Q&A: Tom's Hardware And Kingston On SSD Technology

Upgrade To Insanity

TH: It almost sounds like we’re having an overclocking discussion.

LK: Yes! It’s a performance upgrade. I mean, you’re increasing the overall responsiveness of your system. It's akin to getting a processor upgrade. If you benchmark a system with PCMark Vantage and do nothing but change the HDD to an SSD, I gained over 40% overall system performance when I did this on my ThinkPad. It’s just like I overclocked the thing into orbit.

          

TH: I’ll second that. My main system used to take five minutes to boot. Now, with an SSD, it’s under a minute.

LK: If we can measure it in the amount of work you can get done, I think that’s a big deal. You’re not waiting for apps to open. I hang in HPC circles sometimes, and what’s the point of going with 24GB of memory and all this other good stuff when you’re still waiting on that hard drive? In the past, my solution has been to stripe four hard drives, but after one look at SSD technology, I saw that one SSD would smoke my four hard drive stripe. I just thought, man, this is the Holy Grail. And when I wanted even more performance, I found that SSDs in a RAID scaled just fine. So I don't know if there’s one killer app that I would pick for SSDs. Encryption is definitely one that we can point at easily, but I just think it's the overall system response. Like look at netbooks. That underpowered system is great for doing simple things, but to me it's almost unusable. Throw an SSD in one, though, and it gets usable really quickly.

TH: The president of OCZ told me that. He said I’d be stunned at the number of drives they sell that go into netbooks as upgrades.

LK: Yup, I wouldn't doubt it. People are doing whatever they can to upgrade to SSD. Throwing Vista or Windows 7 on a netbook is tough already on the processor. You've only got 2GB of memory. You’re making that thing work pretty hard, and SSD can really boost that, plus extend the battery life.

  • nonxcarbonx
    Kingston's mitigation software is the best I've seen. On another note, is there a link to the destruction video?
    Reply
  • pink315
    "Now, with a hard drive, the arm has to move. Now, with a hard drive, the arm has to move."

    I'm not sure if you were trying to be dramatic, or if you just accidentally wrote the same thought twice. Just pointing it out.
    Reply
  • ta152h
    One way to preserve some of the life of any hard drive is to shut off virtual memory. Most computers don't need it, and if you do, than you're probably better off getting more memory anyway.

    The ideal thing for booting up fast would be to go back to using core memory :-P. RAM that doesn't lose power when you turn it off is pretty cool. Low power, low heat, and would impress people when you say "Oh, that? It's my core memory array.". You'd get dates for sure. Can't say what they'd look like, or if they'd be sane. Or even female :( .

    Still, I'd buy it. Cache handles most reads anyway, and I'm too old fashioned to feel something is a computer without some form of magnetic storage in it.
    Reply
  • outlw6669
    Fun read but nothing really new...

    I like how good they are at dodging the tough questions.
    What value is there in Kingstons Intel based SSD's vs Intel original?
    Well, they helped Kingston launch a very strong product :P
    Reply
  • neiroatopelcc
    Maybe it's just me, but I don't feel they properly answered the question of why there's a wear difference bewtween sequential and random ...
    Reply
  • mitch074
    I solved my netbook's boot times...

    It runs Linux, with a compressed kernel image.

    Looks like real mode disk access, registry hives, antivirus and such do slow Windows boot times.
    Reply
  • vvhocare5
    I guess Im not a fan of these types of interviews. The interviewee is really just trying to get advertising for their product and they only say good things and gloss over the negatives. They also have some good one liners they toss out, but thats about it.

    I would prefer to see the product benchmarked and compared on price..and then let us decide how we are going to spend our money.
    Reply
  • JohnnyLucky
    It's interesting but what about the price? Still too high.
    Reply
  • anamaniac
    Interesting interview.
    Keep them coming. =)

    Now I have the urge to go buy a 256GB SLC drive and play flaming baseball with it... I probably shouldn't...
    Reply
  • El_Capitan
    I like how they say, "The worst kind of writes that you can apply to an SSD are random. You will wear a drive out quicker that way". However, Kingston and Intel put all their advertising efforts into promoting the speed of their IOPS for their SSD's for server environments. That means they want you to buy their product to use it so it wears out quicker... which means you need to buy another one to replace it. Now that's a wicket smart business strategy.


**ASSIGNED TASK**. All of the data is to be printed exactly, though the images must be left off.

**AVAILABLE RECORDS**.

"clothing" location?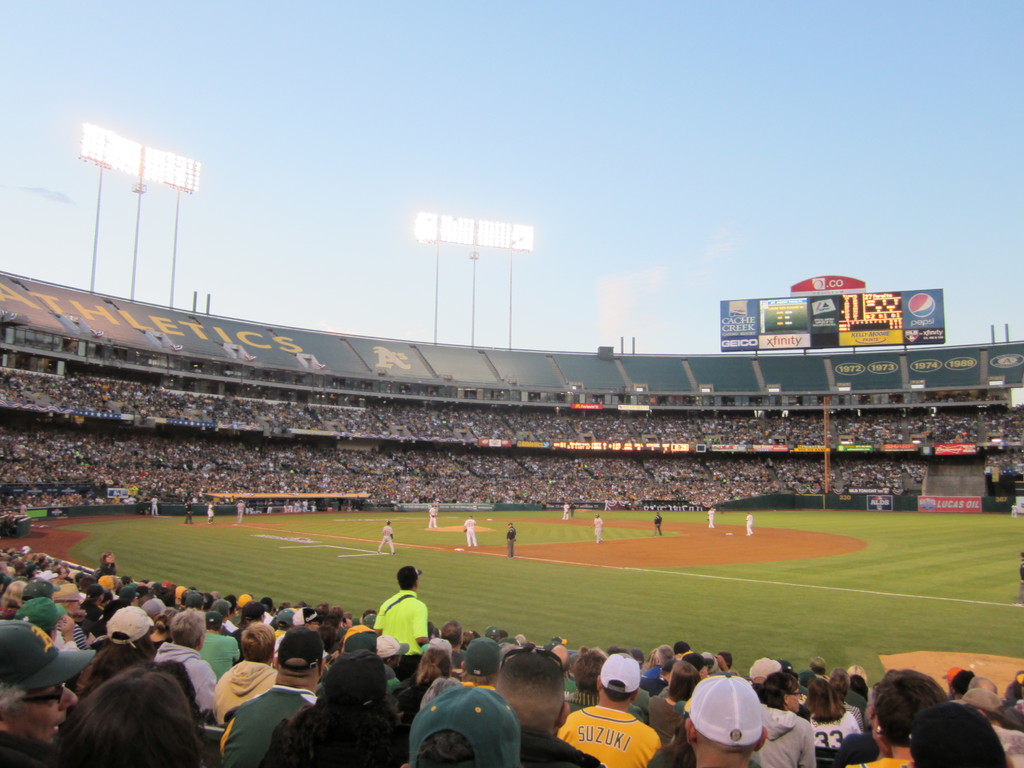
(x1=793, y1=700, x2=861, y2=746)
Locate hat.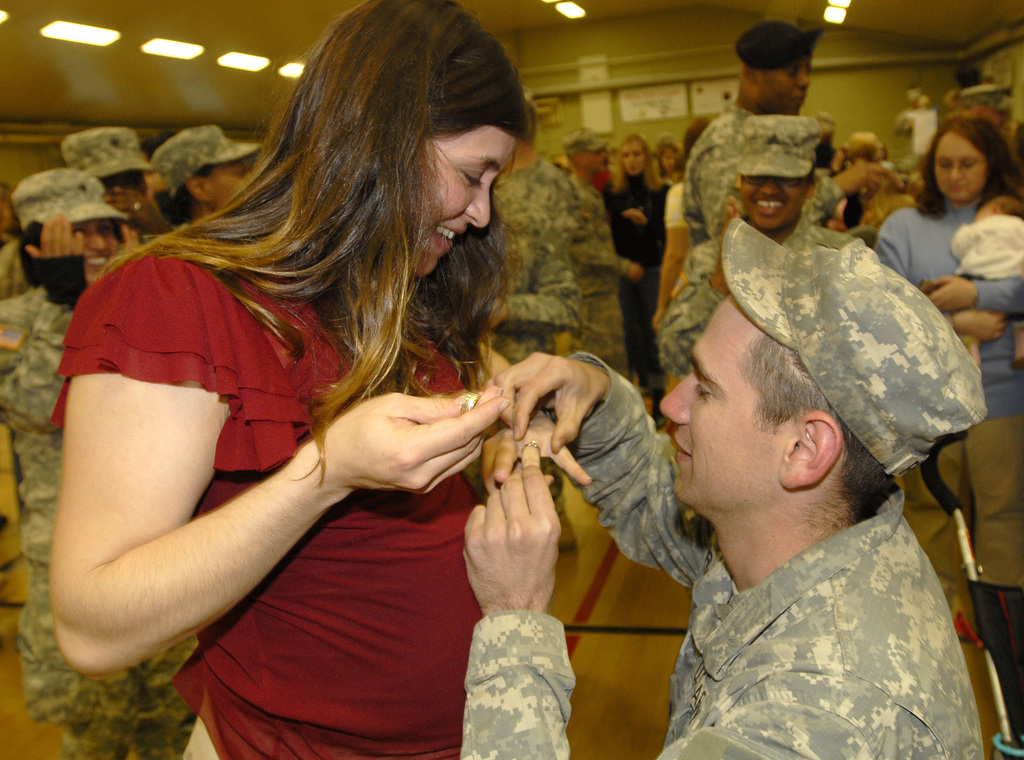
Bounding box: [left=719, top=217, right=986, bottom=474].
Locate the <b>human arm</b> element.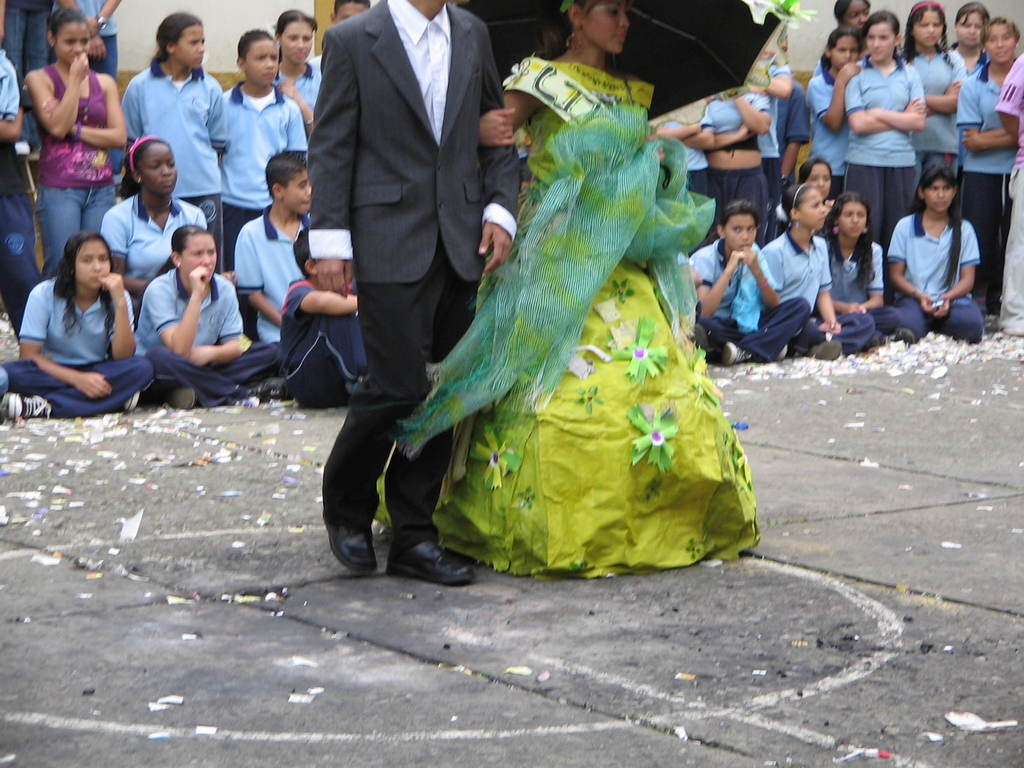
Element bbox: box=[14, 288, 115, 398].
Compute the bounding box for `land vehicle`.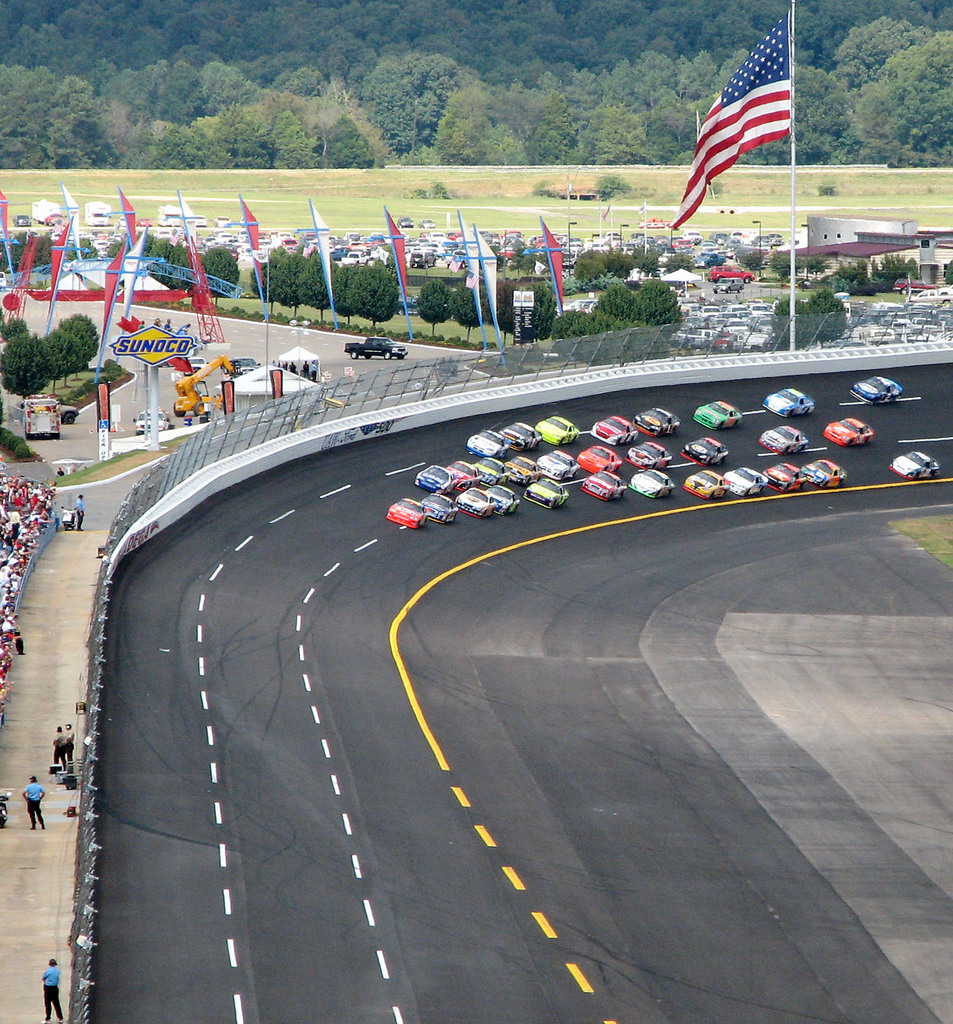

**SOLUTION BELOW**.
"clothing" location?
(x1=793, y1=700, x2=861, y2=746)
Locate hat.
Bounding box: [left=719, top=217, right=986, bottom=474].
Locate the <b>human arm</b> element.
Element bbox: box=[14, 288, 115, 398].
Compute the bounding box for `land vehicle`.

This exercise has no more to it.